There you have it. We must face the fact that even the Conservatives who claim to understand the fiscal imbalance, in reality, obviously do not.
When the Séguin commission introduced this concept of fiscal imbalance, it did not randomly pull these two words out of a hat. It did not open a dictionary and with eyes shut point at two words at random. It chose the words to mean something. It said there was an imbalance.
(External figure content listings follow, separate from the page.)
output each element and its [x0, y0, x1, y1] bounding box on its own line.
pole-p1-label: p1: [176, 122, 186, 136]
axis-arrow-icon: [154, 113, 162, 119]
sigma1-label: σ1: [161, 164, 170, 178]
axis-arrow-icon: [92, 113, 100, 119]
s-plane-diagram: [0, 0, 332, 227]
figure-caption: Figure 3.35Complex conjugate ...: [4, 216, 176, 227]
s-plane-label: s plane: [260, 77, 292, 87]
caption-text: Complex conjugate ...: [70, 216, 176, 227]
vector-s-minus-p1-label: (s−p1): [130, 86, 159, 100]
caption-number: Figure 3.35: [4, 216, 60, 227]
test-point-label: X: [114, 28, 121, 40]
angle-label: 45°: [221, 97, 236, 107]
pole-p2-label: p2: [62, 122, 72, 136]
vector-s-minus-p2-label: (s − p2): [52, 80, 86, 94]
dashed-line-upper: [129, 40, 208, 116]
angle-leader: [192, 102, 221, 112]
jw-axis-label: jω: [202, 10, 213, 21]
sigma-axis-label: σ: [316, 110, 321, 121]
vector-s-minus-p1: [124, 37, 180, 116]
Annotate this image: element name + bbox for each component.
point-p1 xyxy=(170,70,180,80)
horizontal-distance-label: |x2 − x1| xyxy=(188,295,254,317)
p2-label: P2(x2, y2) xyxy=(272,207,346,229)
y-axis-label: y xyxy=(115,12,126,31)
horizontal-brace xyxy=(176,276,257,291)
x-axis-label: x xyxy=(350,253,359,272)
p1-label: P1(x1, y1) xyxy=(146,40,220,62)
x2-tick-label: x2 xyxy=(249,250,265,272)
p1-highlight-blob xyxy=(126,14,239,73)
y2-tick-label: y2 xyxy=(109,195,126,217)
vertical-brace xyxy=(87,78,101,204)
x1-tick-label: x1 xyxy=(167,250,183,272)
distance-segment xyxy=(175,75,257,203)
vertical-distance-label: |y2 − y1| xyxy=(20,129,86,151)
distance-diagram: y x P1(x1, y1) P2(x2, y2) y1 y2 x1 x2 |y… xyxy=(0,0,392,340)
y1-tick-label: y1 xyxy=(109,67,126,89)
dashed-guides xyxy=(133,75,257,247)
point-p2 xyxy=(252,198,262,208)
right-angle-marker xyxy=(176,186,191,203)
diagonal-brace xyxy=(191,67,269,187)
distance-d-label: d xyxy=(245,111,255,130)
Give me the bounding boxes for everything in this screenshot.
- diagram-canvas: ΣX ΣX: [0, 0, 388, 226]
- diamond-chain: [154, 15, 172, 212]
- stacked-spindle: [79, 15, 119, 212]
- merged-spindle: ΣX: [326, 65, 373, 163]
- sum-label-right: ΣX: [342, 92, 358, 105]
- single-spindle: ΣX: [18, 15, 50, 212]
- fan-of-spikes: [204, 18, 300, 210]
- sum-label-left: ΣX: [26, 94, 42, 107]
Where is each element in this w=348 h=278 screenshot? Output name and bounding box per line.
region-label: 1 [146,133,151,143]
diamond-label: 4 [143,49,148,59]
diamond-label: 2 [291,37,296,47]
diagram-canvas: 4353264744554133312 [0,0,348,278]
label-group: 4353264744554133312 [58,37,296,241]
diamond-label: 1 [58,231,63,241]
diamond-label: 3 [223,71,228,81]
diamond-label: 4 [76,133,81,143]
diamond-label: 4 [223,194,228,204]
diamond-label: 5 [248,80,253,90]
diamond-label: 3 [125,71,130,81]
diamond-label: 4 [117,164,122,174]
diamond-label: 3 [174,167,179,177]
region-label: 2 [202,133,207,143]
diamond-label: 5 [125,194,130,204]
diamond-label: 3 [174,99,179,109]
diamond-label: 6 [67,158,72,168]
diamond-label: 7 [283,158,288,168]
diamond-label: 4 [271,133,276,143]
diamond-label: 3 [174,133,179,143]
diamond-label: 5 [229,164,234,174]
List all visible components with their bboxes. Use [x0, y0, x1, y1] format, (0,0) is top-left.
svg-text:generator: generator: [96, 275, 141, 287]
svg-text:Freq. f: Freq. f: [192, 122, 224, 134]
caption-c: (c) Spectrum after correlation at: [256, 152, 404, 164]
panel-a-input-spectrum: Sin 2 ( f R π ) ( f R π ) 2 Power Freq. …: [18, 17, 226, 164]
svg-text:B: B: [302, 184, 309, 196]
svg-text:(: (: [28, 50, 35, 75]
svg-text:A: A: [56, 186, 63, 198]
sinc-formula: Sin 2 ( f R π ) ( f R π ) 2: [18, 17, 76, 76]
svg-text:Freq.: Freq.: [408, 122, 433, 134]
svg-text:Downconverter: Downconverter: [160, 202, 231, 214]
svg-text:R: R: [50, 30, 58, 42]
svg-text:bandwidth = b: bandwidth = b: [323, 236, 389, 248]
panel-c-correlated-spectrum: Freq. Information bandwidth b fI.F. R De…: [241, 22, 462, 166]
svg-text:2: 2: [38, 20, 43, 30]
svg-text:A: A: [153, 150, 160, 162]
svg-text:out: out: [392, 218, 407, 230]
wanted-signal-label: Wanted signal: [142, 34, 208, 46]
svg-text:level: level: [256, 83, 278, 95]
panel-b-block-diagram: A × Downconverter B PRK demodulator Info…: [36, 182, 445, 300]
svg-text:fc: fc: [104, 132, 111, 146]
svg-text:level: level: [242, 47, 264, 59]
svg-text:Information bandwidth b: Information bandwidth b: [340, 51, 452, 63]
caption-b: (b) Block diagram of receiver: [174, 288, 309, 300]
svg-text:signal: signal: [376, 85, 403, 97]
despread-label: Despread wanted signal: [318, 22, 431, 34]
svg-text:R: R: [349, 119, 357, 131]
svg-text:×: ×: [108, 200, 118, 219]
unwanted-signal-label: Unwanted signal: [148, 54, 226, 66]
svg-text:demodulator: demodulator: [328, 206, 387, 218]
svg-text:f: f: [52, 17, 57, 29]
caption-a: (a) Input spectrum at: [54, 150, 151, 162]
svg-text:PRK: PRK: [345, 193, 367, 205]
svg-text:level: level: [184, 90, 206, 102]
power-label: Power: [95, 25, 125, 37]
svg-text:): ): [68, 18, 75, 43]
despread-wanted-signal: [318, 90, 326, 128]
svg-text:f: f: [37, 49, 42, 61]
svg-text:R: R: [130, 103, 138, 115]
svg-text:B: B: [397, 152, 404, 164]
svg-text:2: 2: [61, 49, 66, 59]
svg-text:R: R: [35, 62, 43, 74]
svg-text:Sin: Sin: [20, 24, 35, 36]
Obviously something is not right between all the money that is in Ottawa and its constitutional responsibilities, and all the money in Quebec City and the constitutional responsibilities there. There is an imbalance and it is a fiscal imbalance. It is a fiscal matter. Ottawa, the federal government, charges too much tax with respect to its responsibilities. The tax base is not unlimited—there is a limit to what they can take out of taxpayers' pockets—and the Government of Quebec is not able to raise enough tax money to meet all its obligations, especially since the cost of its obligations increases much faster than the cost of the federal government's obligations. We need only look at health and education, which involve the bulk of the expenses. These two sectors represent the biggest portion of the budget of the governments of Quebec and the provinces. Everyone knows that these budgetary items are increasing much faster than the cost of living, faster than inflation and so require revenue to increase much faster. That is why Quebec is calling for a transfer of tax fields, hence the name, fiscal imbalance.
Some progress was made in the recent budget on the monetary aspect. Monetary transfers exist; they are there. However, these transfers are not permanent. There is nothing stopping a future government from backtracking. I am not the only one saying so. The Conservatives say so in their advertisements. Who knows how much money they spent to remind Quebeckers that there was absolutely no guarantee that the money they gave could be available in the future? The Conservatives paid for advertisements to tell Quebeckers that if the Liberals returned to power, they could take away this money. If we read between the lines, even the Conservatives, in the next budget or in a possible majority government, could take away this money.
I posed that question to the Department of Finance officials just yesterday in the standing Committee on Finance. They confirmed what I already knew, what all experts already know, that there is nothing to stop this money from not being included in the next or future budgets. In short, the current solution, the monetary solution, keeps Quebec financially dependent. We continue to remain subject to the wishes and whims of the federal government. That is what we find unacceptable. That is what Quebeckers wish to leave behind. They want to have real revenues that their state, their government will control completely and that it can invest as it chooses, based on its priorities.
The second problem with a monetary transfer is that its value decreases over time because it is eroded by inflation. However, the value of tax revenues increases over time because, with the collection of GST or transfer of tax points, the value of these tax revenues increases as economic activity increases.
Remember what I said earlier. Because of its constitutional responsibilities, Quebec needs an increasing amount of money. A simple monetary transfer is only a very short-term solution to part of the problem; in the medium to long term, we find ourselves in the same pattern, the same situation. That is in the best-case scenario, if future governments do not backpedal and go at it again as the Liberals did in 1995 with the draconian and deep cuts to transfers for social programs and education.
Clearly, the Bloc Québécois must continue its efforts to explain to the Liberals, who have yet to acknowledge the fiscal imbalance, and to the Conservatives, who acknowledge it but still do not understand it, what we are talking about. We must continue our efforts to find a true solution to the fiscal imbalance through a tax transfer.